Omada unveils AI identity governance plan & MCP tool
Omada has outlined a strategy for governing the fast-growing number of non-human and AI-driven identities in enterprises and launched a new Model Context Protocol (MCP) Server aimed at developers.
The Copenhagen-based identity governance specialist said it plans to extend identity governance and administration (IGA) principles beyond human users. The strategy targets machine identities, autonomous agents, and AI interfaces that now participate in business processes and decision flows.
Omada framed the move as a shift from using AI inside governance tools towards applying governance to AI systems themselves. The company said organisations now need oversight of how AI agents act, which resources they access and which decisions they influence.
"At Omada, we are committed to making IGA for AI a strategic reality," said Benoit Grangé, Chief Technology and Product Officer at Omada. "Our roadmap brings together unified governance, observability, and an open, connected ecosystem so organisations can safely delegate responsibilities to both humans and AI agents, always with complete oversight, policy control, and trust at enterprise scale."
AI agents in focus
Omada said enterprises are starting to introduce autonomous and semi-autonomous AI agents into workflows across functions such as IT service management, HR, finance and customer support.

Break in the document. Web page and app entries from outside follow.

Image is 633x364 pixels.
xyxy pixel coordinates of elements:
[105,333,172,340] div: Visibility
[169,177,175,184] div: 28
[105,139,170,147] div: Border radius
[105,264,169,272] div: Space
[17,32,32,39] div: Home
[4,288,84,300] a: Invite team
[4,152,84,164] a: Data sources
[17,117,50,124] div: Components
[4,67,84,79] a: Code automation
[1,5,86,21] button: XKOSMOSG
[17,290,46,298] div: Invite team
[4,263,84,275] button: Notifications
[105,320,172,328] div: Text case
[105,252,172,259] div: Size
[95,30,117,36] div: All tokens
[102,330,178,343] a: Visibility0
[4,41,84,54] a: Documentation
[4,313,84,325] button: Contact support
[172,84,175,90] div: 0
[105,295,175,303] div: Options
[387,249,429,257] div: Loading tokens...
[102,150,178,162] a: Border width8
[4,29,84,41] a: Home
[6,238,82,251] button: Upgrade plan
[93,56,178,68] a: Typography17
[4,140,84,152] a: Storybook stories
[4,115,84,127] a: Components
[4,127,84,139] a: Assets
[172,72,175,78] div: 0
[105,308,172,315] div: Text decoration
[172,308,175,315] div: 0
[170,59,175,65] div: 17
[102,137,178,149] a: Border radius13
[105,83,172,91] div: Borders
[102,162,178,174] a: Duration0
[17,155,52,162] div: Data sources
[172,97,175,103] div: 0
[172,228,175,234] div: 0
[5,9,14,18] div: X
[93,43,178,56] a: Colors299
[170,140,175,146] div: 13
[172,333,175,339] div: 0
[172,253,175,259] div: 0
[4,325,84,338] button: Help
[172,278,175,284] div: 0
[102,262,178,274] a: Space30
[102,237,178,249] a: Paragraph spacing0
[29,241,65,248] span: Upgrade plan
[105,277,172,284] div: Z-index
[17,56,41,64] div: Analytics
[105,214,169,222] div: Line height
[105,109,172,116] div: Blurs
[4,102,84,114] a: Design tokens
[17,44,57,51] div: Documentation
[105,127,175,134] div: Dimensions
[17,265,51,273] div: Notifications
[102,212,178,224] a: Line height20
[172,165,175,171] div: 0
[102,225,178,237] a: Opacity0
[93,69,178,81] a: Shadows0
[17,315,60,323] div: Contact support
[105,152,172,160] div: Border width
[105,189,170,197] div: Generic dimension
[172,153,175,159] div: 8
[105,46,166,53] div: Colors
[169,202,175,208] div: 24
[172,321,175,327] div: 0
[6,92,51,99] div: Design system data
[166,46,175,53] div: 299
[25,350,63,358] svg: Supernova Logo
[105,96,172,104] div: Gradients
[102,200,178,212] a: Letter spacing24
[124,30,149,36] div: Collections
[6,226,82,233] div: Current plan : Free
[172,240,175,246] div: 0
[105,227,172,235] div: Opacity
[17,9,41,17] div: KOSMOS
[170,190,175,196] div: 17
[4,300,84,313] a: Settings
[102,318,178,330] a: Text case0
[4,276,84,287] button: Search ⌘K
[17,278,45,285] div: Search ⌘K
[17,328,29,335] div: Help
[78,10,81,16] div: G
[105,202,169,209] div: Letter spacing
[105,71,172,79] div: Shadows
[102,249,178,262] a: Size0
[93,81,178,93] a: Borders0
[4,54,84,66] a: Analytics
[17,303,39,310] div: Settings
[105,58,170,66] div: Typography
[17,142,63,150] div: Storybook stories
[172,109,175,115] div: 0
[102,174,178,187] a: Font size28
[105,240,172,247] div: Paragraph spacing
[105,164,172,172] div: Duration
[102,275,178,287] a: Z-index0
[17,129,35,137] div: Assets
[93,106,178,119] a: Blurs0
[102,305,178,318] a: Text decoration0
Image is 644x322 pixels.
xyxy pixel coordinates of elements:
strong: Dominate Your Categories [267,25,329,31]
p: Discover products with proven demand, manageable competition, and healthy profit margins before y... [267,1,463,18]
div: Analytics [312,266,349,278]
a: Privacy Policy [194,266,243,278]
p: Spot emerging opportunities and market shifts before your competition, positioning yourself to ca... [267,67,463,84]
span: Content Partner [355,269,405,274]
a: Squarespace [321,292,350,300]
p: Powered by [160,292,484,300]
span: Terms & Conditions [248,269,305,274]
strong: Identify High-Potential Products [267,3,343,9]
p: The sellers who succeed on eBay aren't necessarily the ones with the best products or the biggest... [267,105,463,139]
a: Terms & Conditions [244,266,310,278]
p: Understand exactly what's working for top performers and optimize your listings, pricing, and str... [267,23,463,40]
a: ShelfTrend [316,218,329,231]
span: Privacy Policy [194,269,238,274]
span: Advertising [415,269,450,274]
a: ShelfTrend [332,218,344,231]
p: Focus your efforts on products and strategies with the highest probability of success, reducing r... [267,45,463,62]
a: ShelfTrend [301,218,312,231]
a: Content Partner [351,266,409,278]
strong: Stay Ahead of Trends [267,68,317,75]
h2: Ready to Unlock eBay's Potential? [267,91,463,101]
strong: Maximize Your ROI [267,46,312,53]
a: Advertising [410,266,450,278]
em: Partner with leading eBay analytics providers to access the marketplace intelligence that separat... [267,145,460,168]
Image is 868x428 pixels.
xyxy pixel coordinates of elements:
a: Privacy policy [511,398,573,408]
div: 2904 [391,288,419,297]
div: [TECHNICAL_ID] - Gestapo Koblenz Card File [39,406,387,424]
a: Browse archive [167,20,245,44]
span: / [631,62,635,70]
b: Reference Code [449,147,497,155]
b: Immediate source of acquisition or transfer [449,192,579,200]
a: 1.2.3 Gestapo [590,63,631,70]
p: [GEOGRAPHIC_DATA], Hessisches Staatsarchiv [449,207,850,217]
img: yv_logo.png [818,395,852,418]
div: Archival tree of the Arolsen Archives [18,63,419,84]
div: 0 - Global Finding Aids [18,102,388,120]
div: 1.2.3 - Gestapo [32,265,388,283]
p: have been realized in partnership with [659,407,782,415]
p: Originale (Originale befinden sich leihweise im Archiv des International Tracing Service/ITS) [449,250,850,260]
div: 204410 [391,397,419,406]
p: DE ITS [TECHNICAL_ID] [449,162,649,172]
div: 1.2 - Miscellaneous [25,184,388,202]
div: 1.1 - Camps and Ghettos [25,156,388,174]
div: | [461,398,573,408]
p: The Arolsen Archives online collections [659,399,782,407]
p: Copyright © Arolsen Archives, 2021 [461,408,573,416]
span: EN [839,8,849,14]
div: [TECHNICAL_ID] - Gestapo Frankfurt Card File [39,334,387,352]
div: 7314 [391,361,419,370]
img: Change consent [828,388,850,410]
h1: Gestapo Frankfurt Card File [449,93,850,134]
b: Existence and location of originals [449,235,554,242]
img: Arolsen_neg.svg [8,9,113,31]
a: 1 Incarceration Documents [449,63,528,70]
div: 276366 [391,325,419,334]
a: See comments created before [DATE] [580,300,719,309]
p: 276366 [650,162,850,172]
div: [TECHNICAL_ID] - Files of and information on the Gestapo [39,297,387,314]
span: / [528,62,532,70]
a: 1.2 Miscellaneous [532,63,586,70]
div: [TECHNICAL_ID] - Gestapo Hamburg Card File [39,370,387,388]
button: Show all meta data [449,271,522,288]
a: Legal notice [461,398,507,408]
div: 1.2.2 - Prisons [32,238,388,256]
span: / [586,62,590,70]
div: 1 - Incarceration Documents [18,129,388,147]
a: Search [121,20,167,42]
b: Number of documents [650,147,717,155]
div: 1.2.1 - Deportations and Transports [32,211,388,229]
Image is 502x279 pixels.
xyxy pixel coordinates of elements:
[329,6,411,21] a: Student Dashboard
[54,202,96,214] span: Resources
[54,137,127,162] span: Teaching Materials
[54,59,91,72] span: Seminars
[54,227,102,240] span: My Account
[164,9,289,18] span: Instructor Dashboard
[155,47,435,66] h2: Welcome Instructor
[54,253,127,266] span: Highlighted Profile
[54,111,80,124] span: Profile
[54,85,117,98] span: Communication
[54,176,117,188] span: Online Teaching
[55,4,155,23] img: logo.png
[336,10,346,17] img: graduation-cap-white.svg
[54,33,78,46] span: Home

These agents often connect to sensitive systems, act on behalf of users and make recommendations or decisions that affect operations.
The company argued that these agents create a new class of identities that require the same level of governance as employees and contractors. That includes policy-based access control, monitoring, and audit trails for actions taken inside business systems.
Omada said its strategic focus centres on real-time monitoring and control of AI-driven actions and collaborations. It highlighted the need for a consistent identity context around every agent and interface that interacts with corporate data.
MCP Server launch
As an initial step, Omada has released a Model Context Protocol Server aimed at developers. The server provides a standardised, secure connection between Omada's governed identity data and AI assistants, automation tools, and enterprise applications.
The company said the MCP Server exposes identity information and policies in a controlled manner. It said this supports integration with emerging AI tools without bypassing corporate governance structures.
Developers can use the MCP Server to build and test AI-driven workflows that respond to identity context. This includes role information, approvals and entitlements defined in Omada's IGA platform.
Omada said the new server acts as a bridge between existing identity governance investments and newer AI and automation environments. The approach keeps identity data under governance while allowing AI systems to consume it.
Governed identity data
The company said extending governed identity intelligence into existing tools and agents will create a more consistent security posture. Omada expects this to affect both internal automation initiatives and external AI services that enterprises adopt.
Identity intelligence in this context refers to structured information about users, roles, access rights and policy decisions. Omada said this information can inform AI systems about what an agent is allowed to do and under which conditions.
The firm added that governance for AI agents will include lifecycle management. This covers how agents are created, updated and decommissioned, and how their permissions change over time.
Omada said the MCP Server release marks the beginning of its broader roadmap for AI IGA. The company plans further developments in unified governance and observability for both human and non-human identities.
Industry shift
Many large organisations are currently experimenting with generative AI and autonomous agents in controlled pilots. These pilots often raise questions about security controls, regulatory compliance and auditability.
Omada said its strategy responds to this shift in how enterprises deploy intelligent systems. It sees identity governance as a foundation for trust and accountability as AI agents operate at a greater scale.
The company said it aims to create what it describes as a secure and accountable digital fabric that covers humans, machines and AI interfaces. It will continue to extend governance into the emerging landscape of intelligent systems as enterprises move from experimentation with AI agents into broader production deployments.